The iliac limbs of some stent graft systems will have proximal flares and can be used in a telescoping manner to create an aorto-uni-iliac (AUI) configuration in occlusive disease. The Cook RENU converter has a 22mm tall sealing zone designed for deployment inside another stent graft and would conform poorly to this kind of neck as a primary AUI endograft which this was not designed to act as. The Endurant II AUI converter has a suprarenal stent which I preferred to avoid in this patient as the juxtarenal neck likely was aneurysmal and might require future interventions
I chose to perform a right sided common femoral cutdown and from that exposure, perform an iliofemoral remote endarterectomy of the right external iliac to common femoral artery. This in my experience is a well tolerated and highly durable procedure (personal data). Kavanagh et al (ref 3) presented their experience with iliofemoral EndoRE and shared their techniques. This would create the lumenal diameter necessary to pass an 18F sheath to deliver an endograft. I chose the Gore Excluder which would achieve seal in the hourglass shaped neck and allow for future visceral segment intervention if necessary without having a suprarenal stent in the way. I planned on managing the left common iliac artery via a percutaneous recanalization.

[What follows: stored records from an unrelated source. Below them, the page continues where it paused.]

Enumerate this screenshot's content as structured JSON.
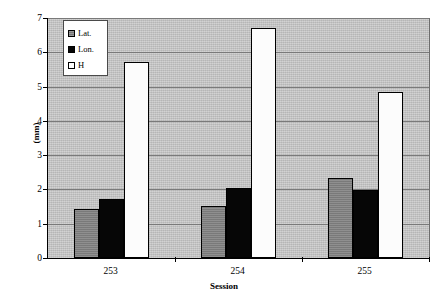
{
  "chart_data": {
    "type": "bar",
    "title": "",
    "xlabel": "Session",
    "ylabel": "(mm)",
    "categories": [
      "253",
      "254",
      "255"
    ],
    "series": [
      {
        "name": "Lat.",
        "color": "#808080",
        "values": [
          1.43,
          1.52,
          2.33
        ]
      },
      {
        "name": "Lon.",
        "color": "#060606",
        "values": [
          1.72,
          2.04,
          1.97
        ]
      },
      {
        "name": "H",
        "color": "#ffffff",
        "values": [
          5.71,
          6.71,
          4.84
        ]
      }
    ],
    "ylim": [
      0,
      7
    ],
    "ytick_labels": [
      "0",
      "1",
      "2",
      "3",
      "4",
      "5",
      "6",
      "7"
    ],
    "ytick_values": [
      0,
      1,
      2,
      3,
      4,
      5,
      6,
      7
    ],
    "grid": true,
    "legend_position": "upper-left-inside",
    "plot_background": "#c3c3c3",
    "axis_color": "#000000",
    "gridline_color": "#7a7a7a"
  },
  "legend": {
    "items": [
      {
        "label": "Lat."
      },
      {
        "label": "Lon."
      },
      {
        "label": "H"
      }
    ]
  },
  "axes": {
    "y_title": "(mm)",
    "x_title": "Session"
  }
}
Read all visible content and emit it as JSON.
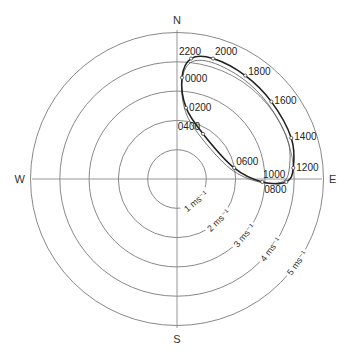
{
  "chart_data": {
    "type": "line",
    "subtype": "polar-hodograph",
    "title": "",
    "compass": {
      "north": "N",
      "south": "S",
      "east": "E",
      "west": "W"
    },
    "rings": [
      {
        "value": 1,
        "label": "1 ms⁻¹"
      },
      {
        "value": 2,
        "label": "2 ms⁻¹"
      },
      {
        "value": 3,
        "label": "3 ms⁻¹"
      },
      {
        "value": 4,
        "label": "4 ms⁻¹"
      },
      {
        "value": 5,
        "label": "5 ms⁻¹"
      }
    ],
    "rmax": 5,
    "units": "ms⁻¹",
    "series": [
      {
        "name": "hodograph",
        "points": [
          {
            "label": "0000",
            "u": 0.17,
            "v": 3.46
          },
          {
            "label": "0200",
            "u": 0.31,
            "v": 2.43
          },
          {
            "label": "0400",
            "u": 0.89,
            "v": 1.54
          },
          {
            "label": "0600",
            "u": 1.95,
            "v": 0.38
          },
          {
            "label": "0800",
            "u": 2.91,
            "v": -0.1
          },
          {
            "label": "1000",
            "u": 3.73,
            "v": -0.1
          },
          {
            "label": "1200",
            "u": 3.97,
            "v": 0.38
          },
          {
            "label": "1400",
            "u": 3.9,
            "v": 1.4
          },
          {
            "label": "1600",
            "u": 3.22,
            "v": 2.64
          },
          {
            "label": "1800",
            "u": 2.33,
            "v": 3.53
          },
          {
            "label": "2000",
            "u": 1.23,
            "v": 4.11
          },
          {
            "label": "2200",
            "u": 0.48,
            "v": 4.11
          }
        ]
      }
    ],
    "grid": true,
    "legend": null
  }
}
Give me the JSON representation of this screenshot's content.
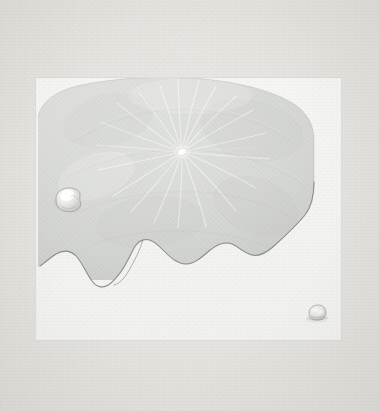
{
  "artwork": {
    "title": "Lotus Leaf with Water Droplets",
    "medium_appearance": "pale monochrome print on paper",
    "canvas": {
      "width": 379,
      "height": 411
    },
    "palette": {
      "mount_background": "#e6e5e2",
      "mount_background_light": "#eceae7",
      "panel_paper": "#f5f5f4",
      "leaf_fill_light": "#dededc",
      "leaf_fill_mid": "#d4d6d3",
      "leaf_fill_dark": "#c8cac7",
      "leaf_outline": "#8d8f8c",
      "vein_highlight": "#eeefed",
      "droplet_outline": "#9a9b97",
      "droplet_highlight": "#fafaf8"
    }
  },
  "panel": {
    "name": "print-panel",
    "x": 36,
    "y": 78,
    "width": 305,
    "height": 262
  },
  "leaf": {
    "name": "lotus-leaf",
    "description": "Round peltate lotus leaf seen from above, upper portion filling the panel, lower margin scalloped and wavy",
    "center_umbilicus": {
      "x": 182,
      "y": 152,
      "rx": 4.5,
      "ry": 3.4
    },
    "vein_count": 20,
    "top_arc_peak": {
      "x": 186,
      "y": 84
    },
    "left_edge_x": 38,
    "right_edge_x": 314
  },
  "droplets": [
    {
      "name": "water-droplet-left",
      "x": 66,
      "y": 200,
      "rx": 11,
      "ry": 8,
      "label": "large water droplet on leaf surface"
    },
    {
      "name": "water-droplet-bottom-right",
      "x": 317,
      "y": 315,
      "rx": 8,
      "ry": 6.5,
      "label": "small water droplet cluster on paper"
    }
  ],
  "fold": {
    "name": "leaf-fold-crease",
    "label": "folded lobe crease on lower-left margin"
  }
}
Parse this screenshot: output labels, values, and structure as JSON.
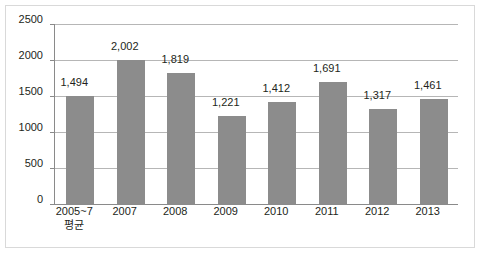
{
  "chart_data": {
    "type": "bar",
    "title": "",
    "subtitle": "",
    "xlabel": "",
    "ylabel": "",
    "categories": [
      "2005~7",
      "2007",
      "2008",
      "2009",
      "2010",
      "2011",
      "2012",
      "2013"
    ],
    "category_sublabels": [
      "평균",
      "",
      "",
      "",
      "",
      "",
      "",
      ""
    ],
    "values": [
      1494,
      2002,
      1819,
      1221,
      1412,
      1691,
      1317,
      1461
    ],
    "value_labels": [
      "1,494",
      "2,002",
      "1,819",
      "1,221",
      "1,412",
      "1,691",
      "1,317",
      "1,461"
    ],
    "ylim": [
      0,
      2500
    ],
    "yticks": [
      0,
      500,
      1000,
      1500,
      2000,
      2500
    ],
    "ytick_labels": [
      "0",
      "500",
      "1000",
      "1500",
      "2000",
      "2500"
    ],
    "grid": true,
    "legend": null,
    "series_color": "#8c8c8c",
    "gridline_color": "#b6b6b6",
    "axis_color": "#8a8a8a",
    "text_color": "#231f20",
    "background": "#ffffff"
  }
}
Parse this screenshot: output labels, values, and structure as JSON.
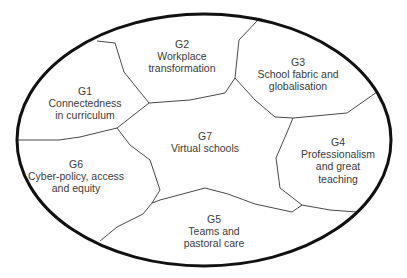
{
  "diagram": {
    "title": "",
    "ellipse": {
      "cx": 204,
      "cy": 140,
      "rx": 187,
      "ry": 126,
      "stroke": "#111111",
      "stroke_width": 3
    },
    "boundary_color": "#333333",
    "text_color": "#3a3a3a",
    "regions": [
      {
        "id": "G1",
        "code": "G1",
        "lines": [
          "Connectedness",
          "in curriculum"
        ],
        "x": 85,
        "y": 85
      },
      {
        "id": "G2",
        "code": "G2",
        "lines": [
          "Workplace",
          "transformation"
        ],
        "x": 182,
        "y": 38
      },
      {
        "id": "G3",
        "code": "G3",
        "lines": [
          "School fabric and",
          "globalisation"
        ],
        "x": 298,
        "y": 56
      },
      {
        "id": "G4",
        "code": "G4",
        "lines": [
          "Professionalism",
          "and great",
          "teaching"
        ],
        "x": 338,
        "y": 136
      },
      {
        "id": "G5",
        "code": "G5",
        "lines": [
          "Teams and",
          "pastoral care"
        ],
        "x": 214,
        "y": 213
      },
      {
        "id": "G6",
        "code": "G6",
        "lines": [
          "Cyber-policy, access",
          "and equity"
        ],
        "x": 76,
        "y": 158
      },
      {
        "id": "G7",
        "code": "G7",
        "lines": [
          "Virtual schools"
        ],
        "x": 205,
        "y": 130
      }
    ],
    "boundaries": [
      {
        "name": "g1-g2",
        "points": "97,41 115,43 124,72 149,103"
      },
      {
        "name": "g2-g7",
        "points": "149,103 190,100 225,93 235,78"
      },
      {
        "name": "g2-g3",
        "points": "235,78 239,40 258,20"
      },
      {
        "name": "g3-g7",
        "points": "235,78 255,100 275,117 293,118"
      },
      {
        "name": "g3-g4",
        "points": "293,118 347,113 377,92"
      },
      {
        "name": "g4-g7",
        "points": "293,118 288,130 276,158 280,188 302,205"
      },
      {
        "name": "g4-g5",
        "points": "302,205 330,210 357,212"
      },
      {
        "name": "g5-g7",
        "points": "302,205 292,212 255,204 228,194 205,188 160,200 152,203"
      },
      {
        "name": "g5-g6",
        "points": "152,203 143,214 117,227 100,241"
      },
      {
        "name": "g6-g7",
        "points": "152,203 160,190 150,160 130,145 117,128"
      },
      {
        "name": "g1-g7",
        "points": "117,128 149,103"
      },
      {
        "name": "g1-g6",
        "points": "117,128 80,137 59,140 17,140"
      }
    ]
  }
}
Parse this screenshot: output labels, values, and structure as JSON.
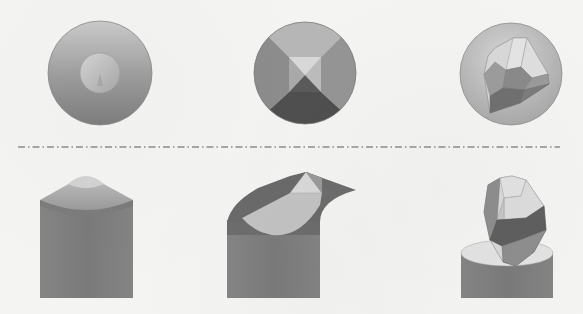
{
  "figure": {
    "background": "#f4f4f2",
    "separator": {
      "style": "dash-dot",
      "color": "#5a5a5a",
      "y": 147,
      "x_start": 18,
      "x_end": 560
    },
    "top_views": [
      {
        "id": "conical",
        "shape": "circle with inner circular cap and cone apex",
        "cx": 100,
        "cy": 73,
        "r": 52,
        "colors": {
          "outer_light": "#c8c8c8",
          "outer_dark": "#8a8a8a",
          "inner_cap": "#c4c4c4"
        }
      },
      {
        "id": "pyramidal",
        "shape": "circle divided into four quadrants with central square pyramid tip",
        "cx": 305,
        "cy": 73,
        "r": 51,
        "colors": {
          "top": "#b4b4b4",
          "left": "#8c8c8c",
          "right": "#929292",
          "bottom": "#4e4e4e",
          "tip_light": "#d6d6d6",
          "tip_mid": "#a8a8a8"
        }
      },
      {
        "id": "faceted",
        "shape": "circle with irregular faceted polyhedron",
        "cx": 511,
        "cy": 74,
        "r": 51,
        "colors": {
          "disk": "#bdbdbd",
          "facet_light": "#dedede",
          "facet_mid": "#a2a2a2",
          "facet_dark": "#6e6e6e"
        }
      }
    ],
    "side_views": [
      {
        "id": "conical",
        "shape": "cylinder with truncated cone top and light spherical cap",
        "x": 40,
        "width": 93,
        "top": 172,
        "bottom": 298,
        "colors": {
          "body": "#7c7c7c",
          "cone": "#a6a6a6",
          "cap": "#d2d2d2"
        }
      },
      {
        "id": "pyramidal",
        "shape": "cylinder with beveled sides and light curved front facet topped by pyramid",
        "x": 227,
        "width": 93,
        "top": 172,
        "bottom": 298,
        "colors": {
          "body": "#7c7c7c",
          "bevel": "#6a6a6a",
          "facet": "#c2c2c2",
          "pyramid": "#d8d8d8"
        }
      },
      {
        "id": "faceted",
        "shape": "flat-topped cylinder with faceted polyhedron tilted above it",
        "x": 461,
        "width": 92,
        "top": 240,
        "bottom": 298,
        "colors": {
          "body": "#7c7c7c",
          "top_face": "#e2e2e2",
          "facet_light": "#dadada",
          "facet_mid": "#9a9a9a",
          "facet_dark": "#5e5e5e"
        }
      }
    ]
  }
}
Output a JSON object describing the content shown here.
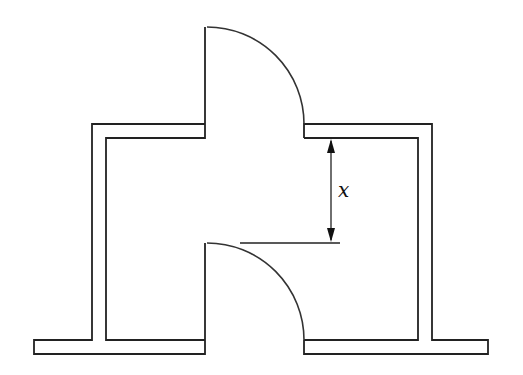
{
  "diagram": {
    "type": "floor-plan",
    "colors": {
      "line": "#222222",
      "background": "#ffffff"
    },
    "dimension": {
      "label": "x"
    }
  }
}
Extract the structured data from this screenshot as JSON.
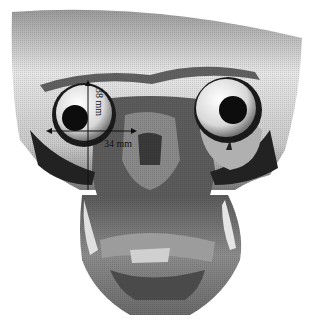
{
  "figure": {
    "measurements": [
      {
        "id": "vertical",
        "label": "38 mm",
        "orientation": "vertical"
      },
      {
        "id": "horizontal",
        "label": "34 mm",
        "orientation": "horizontal"
      }
    ]
  }
}
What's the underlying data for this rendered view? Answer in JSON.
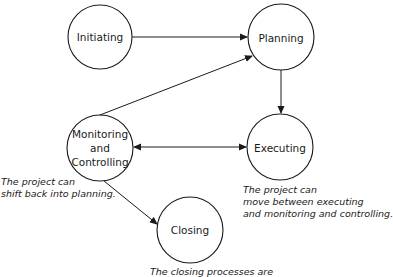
{
  "nodes": {
    "initiating": {
      "label": "Initiating"
    },
    "planning": {
      "label": "Planning"
    },
    "monitoring": {
      "line1": "Monitoring",
      "line2": "and",
      "line3": "Controlling"
    },
    "executing": {
      "label": "Executing"
    },
    "closing": {
      "label": "Closing"
    }
  },
  "notes": {
    "monitoring_note": {
      "line1": "The project can",
      "line2": "shift back into planning."
    },
    "executing_note": {
      "line1": "The project can",
      "line2": "move between executing",
      "line3": "and monitoring and controlling."
    },
    "closing_note": {
      "line1": "The closing processes are"
    }
  },
  "colors": {
    "stroke": "#1a1a1a",
    "background": "#ffffff"
  }
}
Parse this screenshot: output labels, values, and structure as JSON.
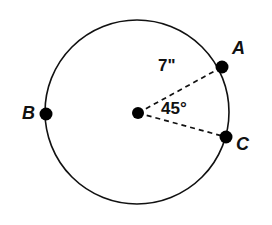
{
  "figure": {
    "background_color": "#ffffff",
    "stroke_color": "#111111",
    "point_color": "#000000",
    "circle": {
      "center_x": 137,
      "center_y": 112,
      "radius_px": 92,
      "radius_value": "7\"",
      "stroke_width": 1.6
    },
    "center_point": {
      "name": "center",
      "x": 138,
      "y": 113,
      "dot_radius": 6
    },
    "points": [
      {
        "label": "A",
        "x": 222,
        "y": 67,
        "dot_radius": 6.5
      },
      {
        "label": "B",
        "x": 46,
        "y": 114,
        "dot_radius": 6.5
      },
      {
        "label": "C",
        "x": 226,
        "y": 137,
        "dot_radius": 6.5
      }
    ],
    "radii": [
      {
        "name": "radius-to-a",
        "from": "center",
        "to": "A",
        "style": "dashed"
      },
      {
        "name": "radius-to-c",
        "from": "center",
        "to": "C",
        "style": "dashed"
      }
    ],
    "annotations": {
      "radius_measure": "7\"",
      "central_angle": "45°"
    },
    "dash_pattern": "5,4"
  },
  "chart_data": {
    "type": "diagram",
    "shape": "circle",
    "radius": 7,
    "radius_unit": "inches",
    "radius_label": "7\"",
    "central_angle_degrees": 45,
    "central_angle_label": "45°",
    "labeled_points": [
      "A",
      "B",
      "C"
    ],
    "angle_vertex": "center",
    "angle_rays": [
      "A",
      "C"
    ]
  }
}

The patient’s right common femoral artery was exposed in the usual manner. Wire access across the occluded external iliac artery was achieved from a puncture of the common femoral artery. Remote endarterectomy (EndoRE) was performed over a wire from the common femoral artery to the external iliac artery origin (pictures below).

The 18F sheath went up with minimal resistance, and the EVAR was performed in the usual manner. The left common iliac artery occlusion was managed percutaneously from a left brachial access. The stent graft on the left was terminated above the iliac bifurcation and a self expanding stent was used to extend across the iliac bifurcation which had a persistent stenosis after recanalization.
The patient recovered well and was sent home several days postprocedure. He returned a month later with healed wounds and palpable peripheral pulses. He no longer had claudication and CTA showed the aneurysm sac to have no endoleak (figures below).

Discussion
I have previously posted on using EndoRE (remote endarterectomy) for both occlusive disease and as an adjunct in EVAR. Iliofemoral EndoRE has excellent patency in the short and midterm, and in my experience has superior patency compared to the femoropopliteal segment where EndoRE is traditionally used. This case illustrates both scenarios. While the common iliac artery occlusions can be expected to have acceptable patencies with percutaneous interventions, the external iliac lesions typically fail when managed percutaneously especially when the stents are extended across the inguinal ligament. The external iliac artery is quite mobile and biologically, in my opinon, behaves much as the popliteal artery and not like the common iliac. Also, the common femoral arterial plaque is contiguous with the external iliac plaque, making in my mind, imperative to clear out all the plaque rather than what can just be seen through a groin exposure.
On microscopy, the external iliac artery is restored to a normal patent artery -I have sent arterial biopsies several months after endarterectomy and the artery felt and sewed like a normal artery and had normal structure on pathology. This implies that the external iliac can be restored to a near normal status and patients that are turned down for living related donor transplantation of kidneys can become excellent recipients. In this case, this hybrid approach effectively treated his claudication but also sealed off his moderate sized AAA while not precluding future visceral segment surgery or intervention with a large suprarenal stent.
Reference
- Hollier LH et al. J Vasc Surg 1986; 3:712-7.